Section: Feature Film Competition

Minsk

Minsk

Boris Guts
EE, 2022, 78 Min

Julia and Pasha, a young couple, a small apartment in a condominium. Whilst inside these lovers toy with one another, outside the police sirens wail. The Belarusian militsiya suppress the protests against Lukashenko, Julia and Pasha also fall into their clutches. Instead of Siri, it’s violent policemen who set the tone in this enraged one-take political thriller about a night in Minsk.

East European cinema that, though it foregoes nuance, retains an authentic voice. Mass protests broke out in Belarus after the presidential elections in August 2020 amid arrests of opposition candidates and reports of numerous electoral manipulations. Over 30,000 people were arrested, 450 cases of torture and ill-treatment were documented, and eight people lost their lives. The scenes presented in MINSK are based on the testimonies of witnesses. Independent director Boris Guts, who grew up in Omsk, Russia, filmed the odyssey of his middle-class couple – he is an architect, she a student – ​​without a single cut, in turn lending this political thriller enormous momentum: the escape from the police, arrest, arbitrariness, renewed escape and helplessness. Adrenaline-fuelled filmmaking very much in the tradition of socially-committed auteur cinema. Needless to say, the director was not allowed to shoot in Belarus and the film is banned in both Belarus and Russia, and not only because of the Putin-Lukashenko joke at the beginning.

Text: Bernd Buder

English: Peter Rickerby

The director about his film: "Like many other people, on the 10th and 11th of August last year I followed, literally online, all of the horrors that were happening in Minsk and other Belarusian cities, and couldn't help but feel moved and horrified. As such, it was already clear to me back then that this had to be filmed, this horror has to be captured on film, and without any editing; absolutely not, since the audience needs to see it all non-stop, for an hour and a half. The viewer has to become a participant of these events. We cannot sit on our comfortable sofas, in our cosy cafes in Moscow or somewhere else far away in provincial Russia, watch everything on our Telegram channels, say 'ooh' and 'aah' and do nothing. (...) Instead of an unblemished, smoothed out film fantasy, I wanted to show a reality in which a totalitarian police state can destroy a person's life in just an hour and a half, before your very eyes, whilst you’re still watching the film".

Stadthalle: Original version with English subtitles + German simultaneous translation.

Weltspiegel Saal 2: Original version with English subtitles

Drehbuch
Boris Guts
Kamera
Daria Likhacheva
Ton
Antti Mass
Ausstattung
Johannes Valdma
Darsteller
Anastasia Shemyakina (Julia)
Aleksey Maslodudov (Pavel)
Produzent
KATERINA MONASTYRSKAYA, VITALI SHKLIAROV, BORIS GUTS, ANASTASIA GUSENTSOVA, ANDRES PUUSTUSMAA
Produktion
Leo Films
Boris Guts

Boris Guts - Boris Guts was born on November 7, 1980 in Russia. He is a producer and director, known for Smert nam k litsu (2019), Fagot (2018) and Arbuznye korki (2016).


Nothing but the lines from the one containing "Hunt for *human eye*." to the end of the data should be copied, exactly, and the pictures stay out.

-- THE DATA follows --

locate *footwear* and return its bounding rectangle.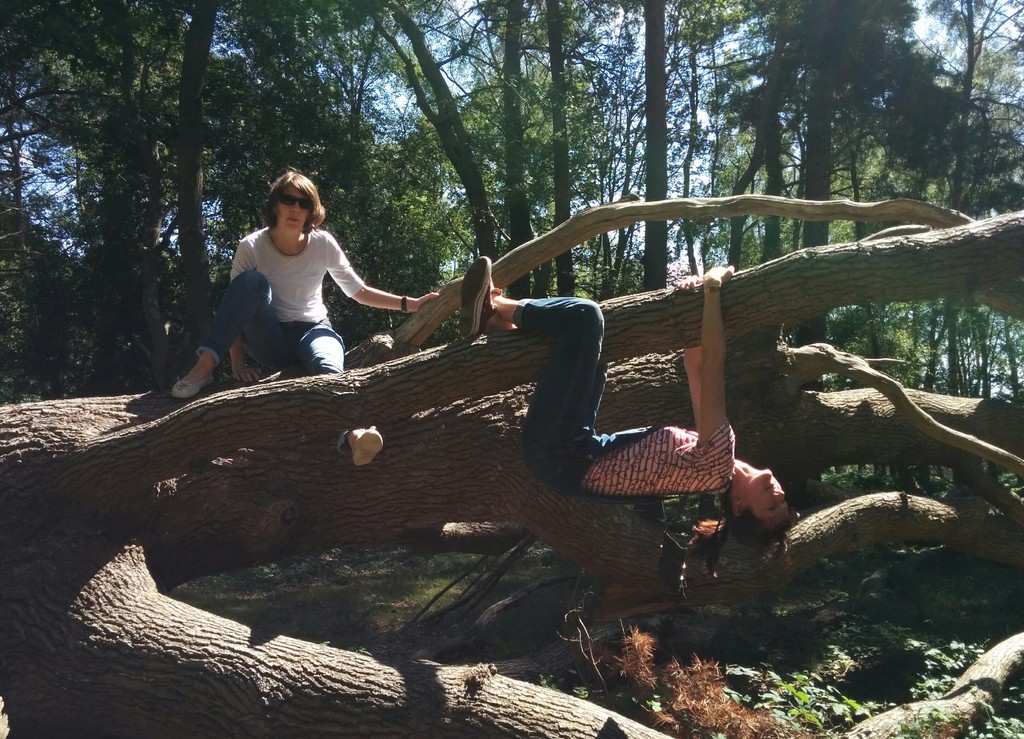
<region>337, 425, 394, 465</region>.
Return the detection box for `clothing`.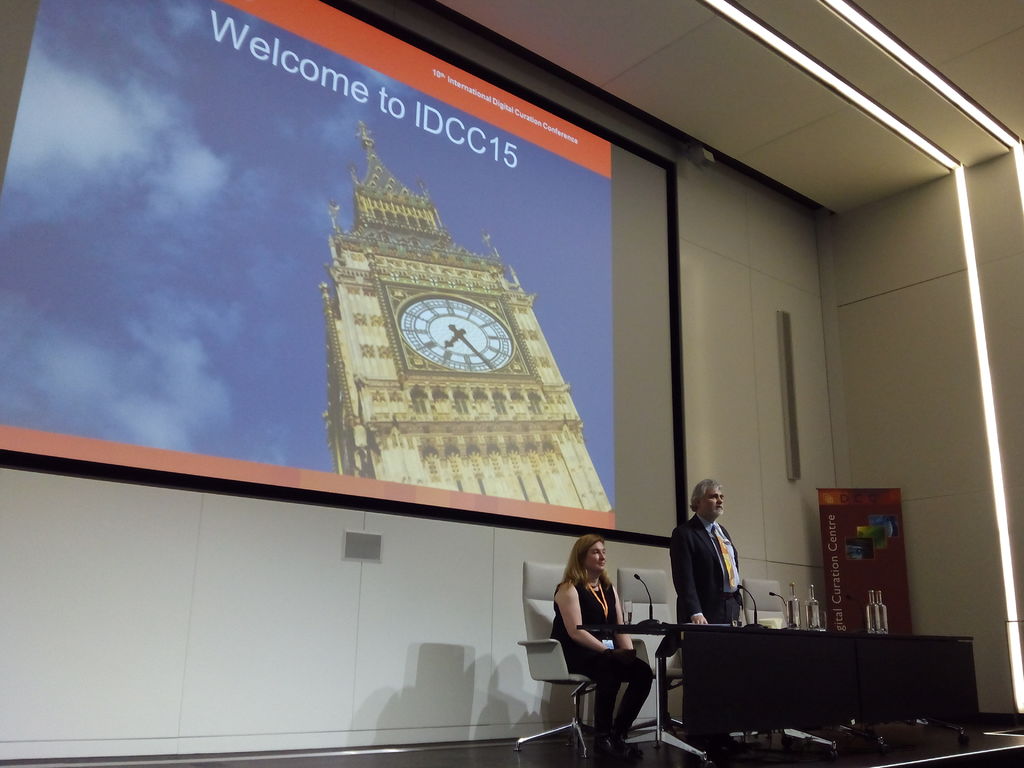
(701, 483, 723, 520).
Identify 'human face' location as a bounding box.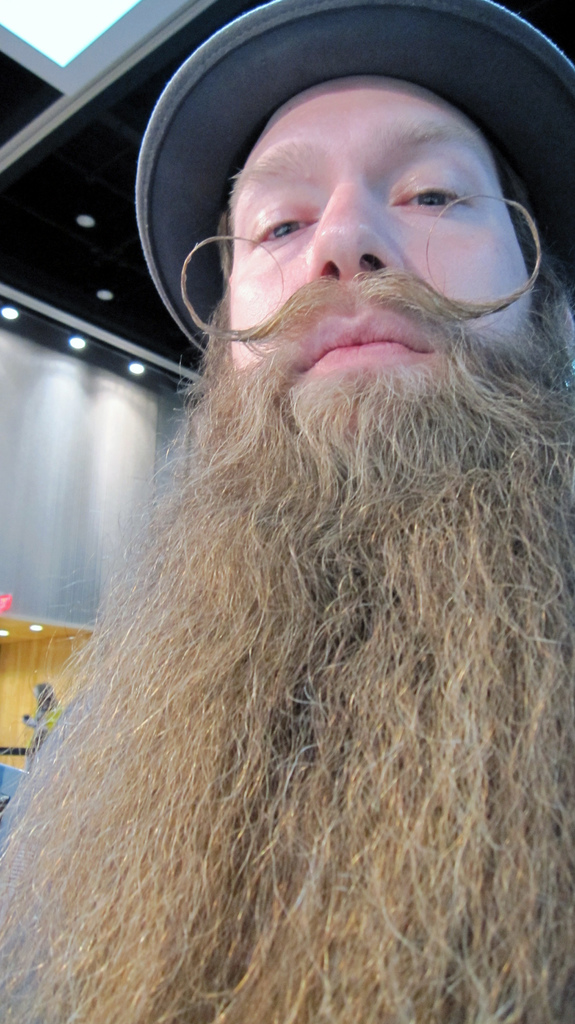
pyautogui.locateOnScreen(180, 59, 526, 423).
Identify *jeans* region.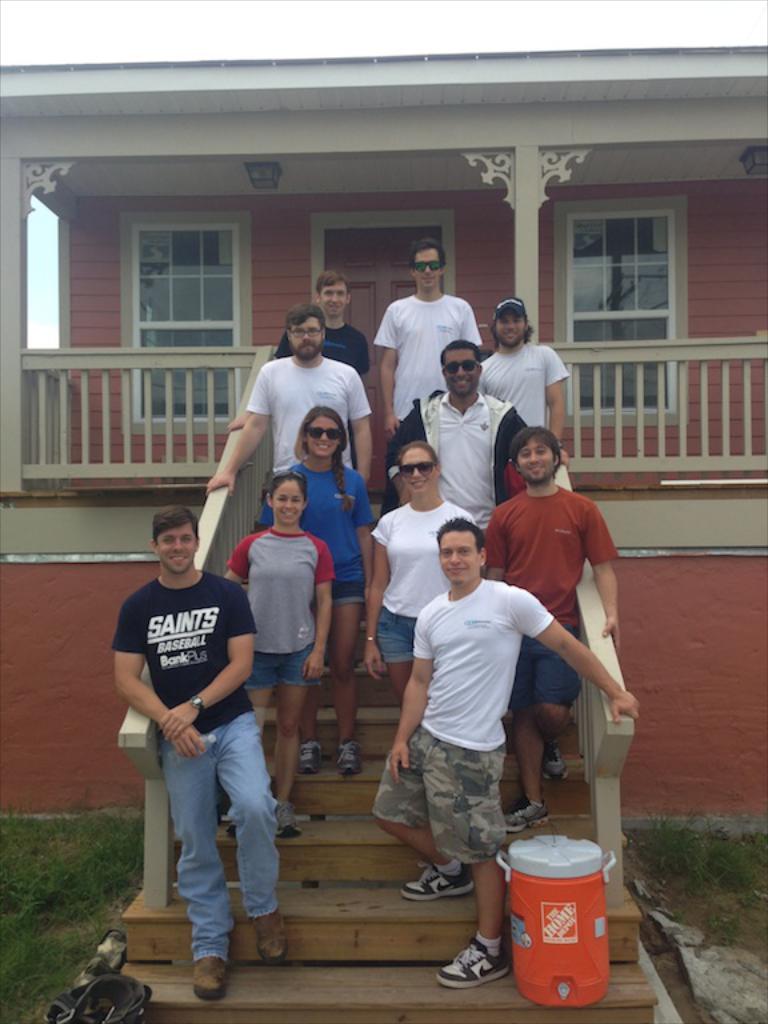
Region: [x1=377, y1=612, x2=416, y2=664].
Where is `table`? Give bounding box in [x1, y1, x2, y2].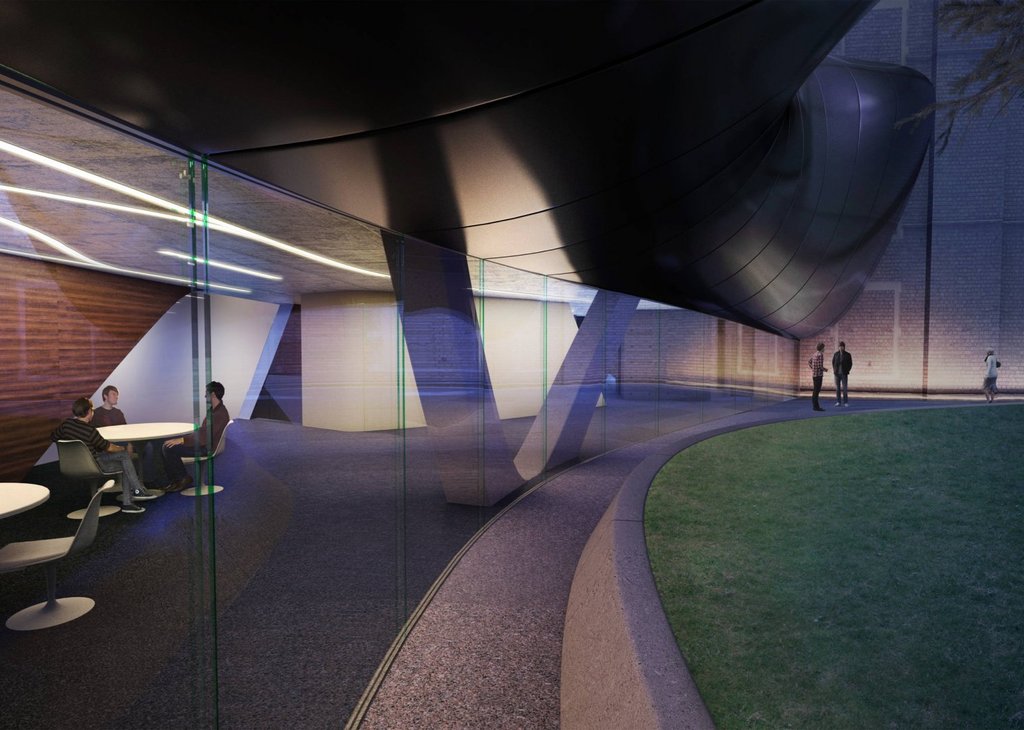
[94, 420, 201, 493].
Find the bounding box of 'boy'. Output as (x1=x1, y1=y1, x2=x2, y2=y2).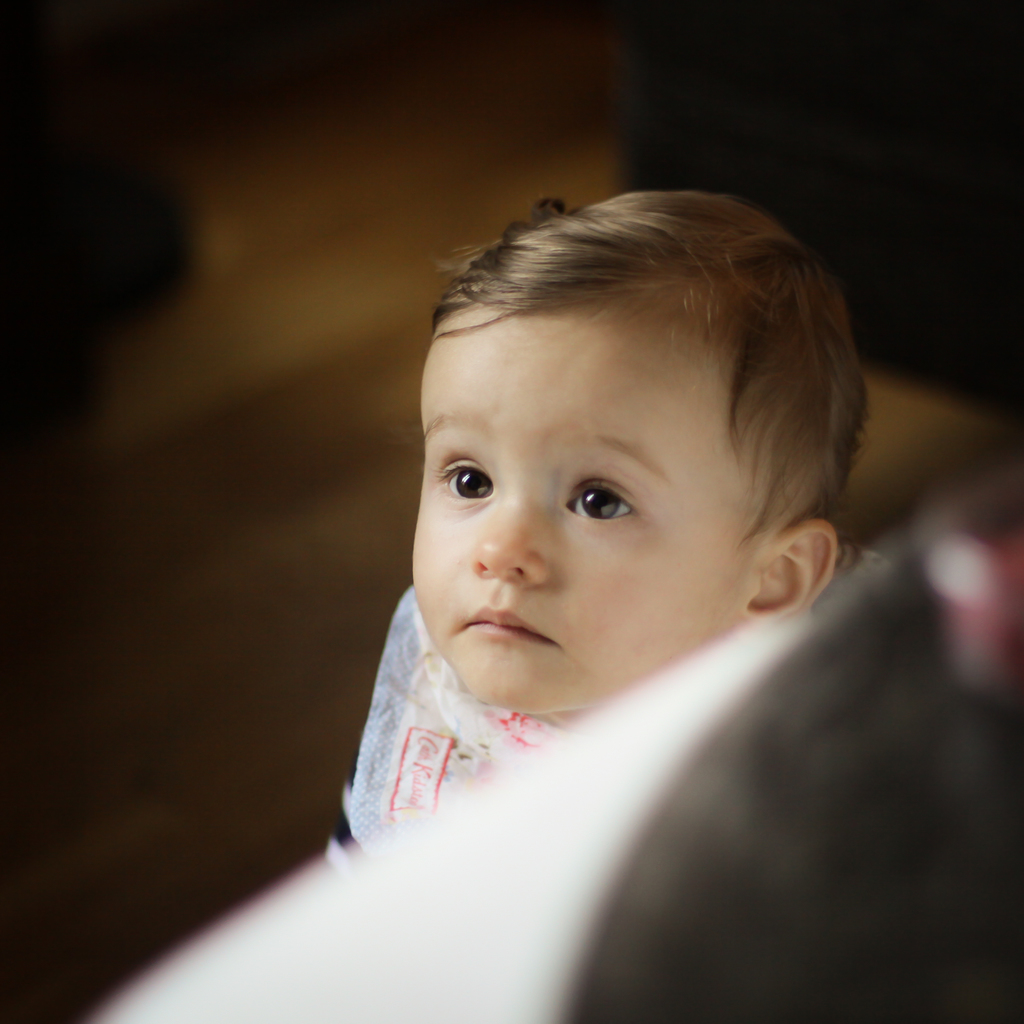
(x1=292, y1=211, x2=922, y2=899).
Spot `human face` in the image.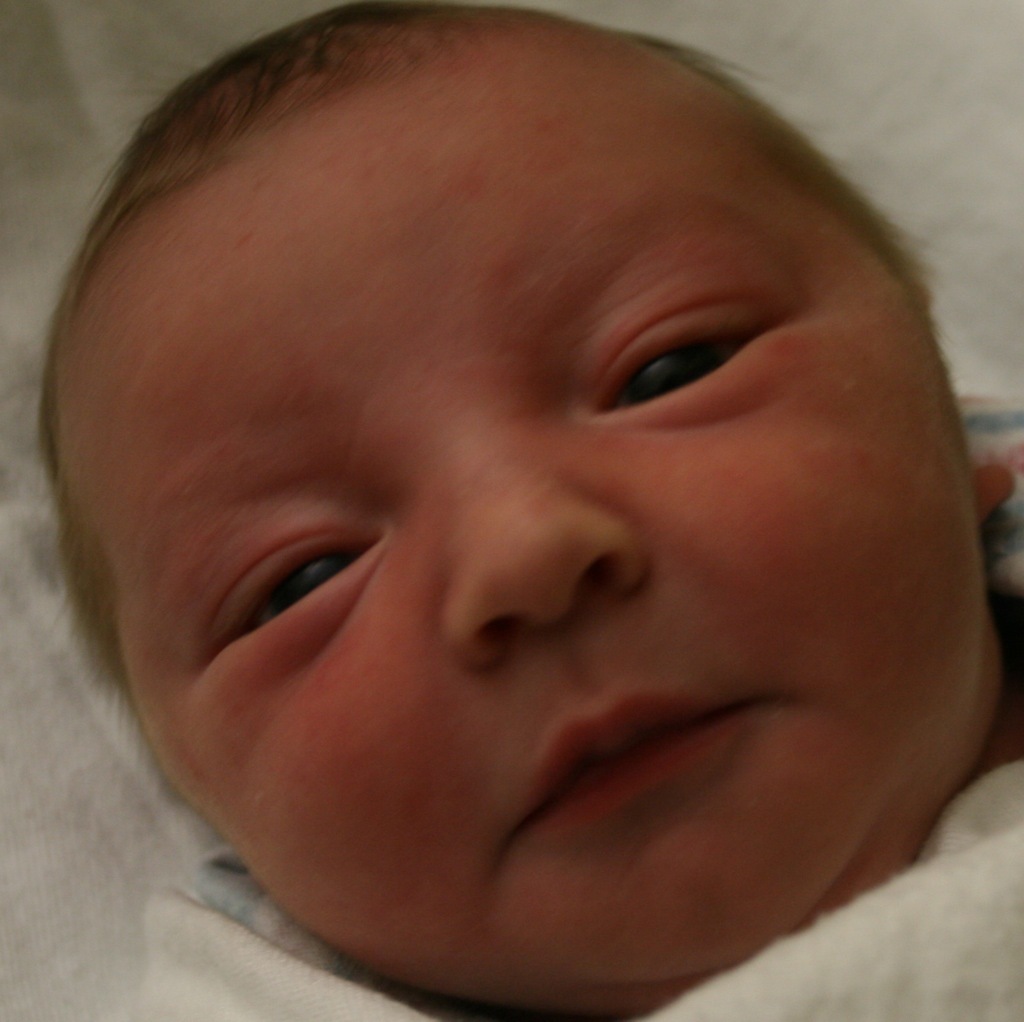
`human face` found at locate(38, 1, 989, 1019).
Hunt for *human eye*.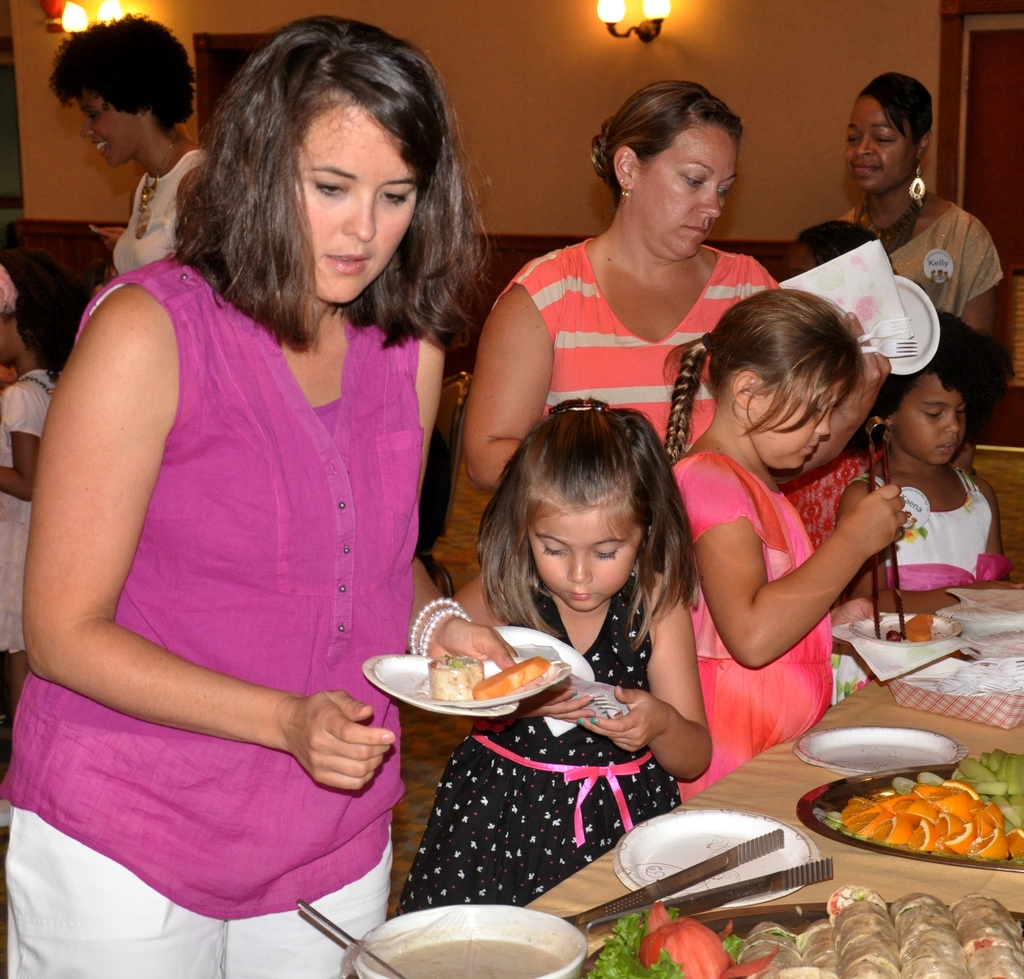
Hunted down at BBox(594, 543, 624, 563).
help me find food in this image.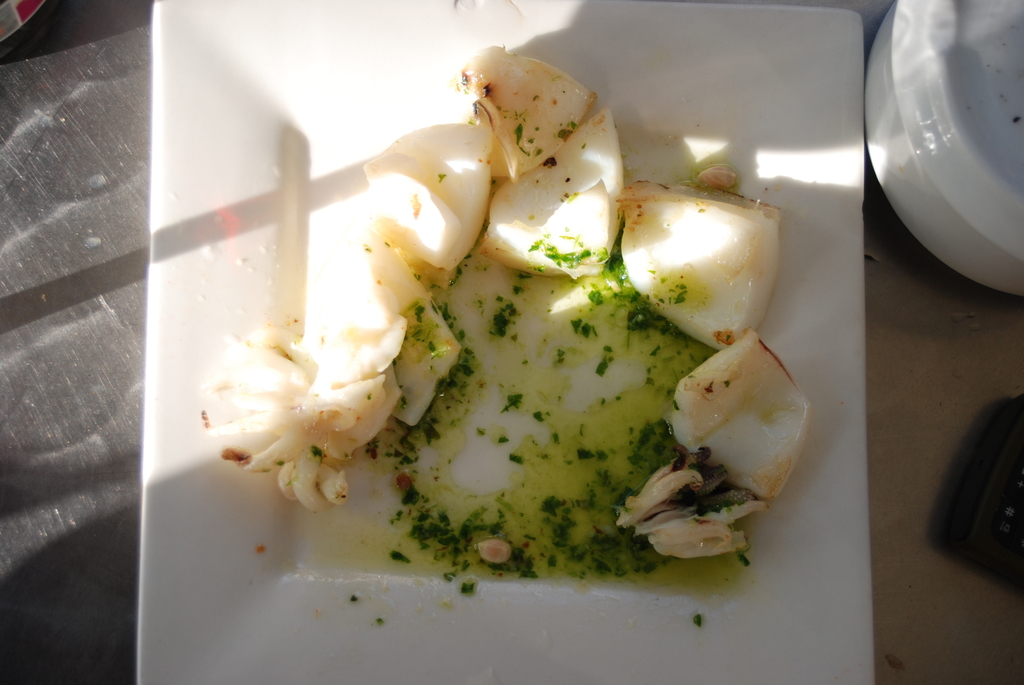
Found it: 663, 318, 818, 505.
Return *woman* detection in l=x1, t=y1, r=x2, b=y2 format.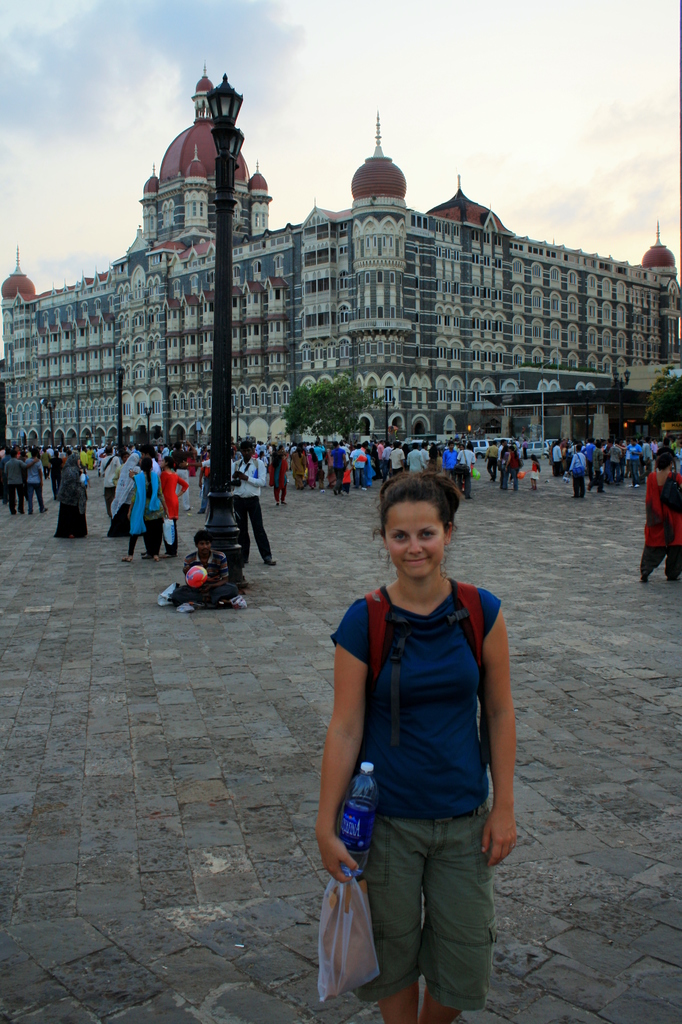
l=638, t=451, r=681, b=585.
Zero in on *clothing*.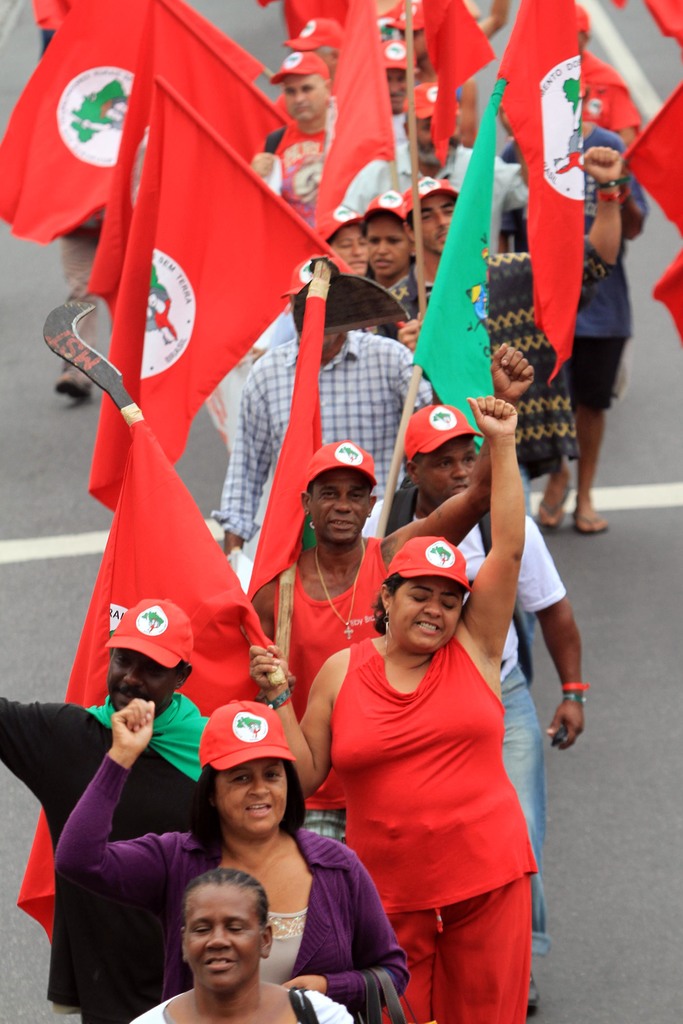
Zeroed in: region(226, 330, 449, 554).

-- THE DATA concluded --

(SOLUTION):
Hunt for *human eye*.
Hunted down at BBox(594, 543, 624, 563).
help me find food in this image.
Found it: 663, 318, 818, 505.
Return *woman* detection in l=x1, t=y1, r=x2, b=y2 format.
l=638, t=451, r=681, b=585.
Zero in on *clothing*.
Zeroed in: region(226, 330, 449, 554).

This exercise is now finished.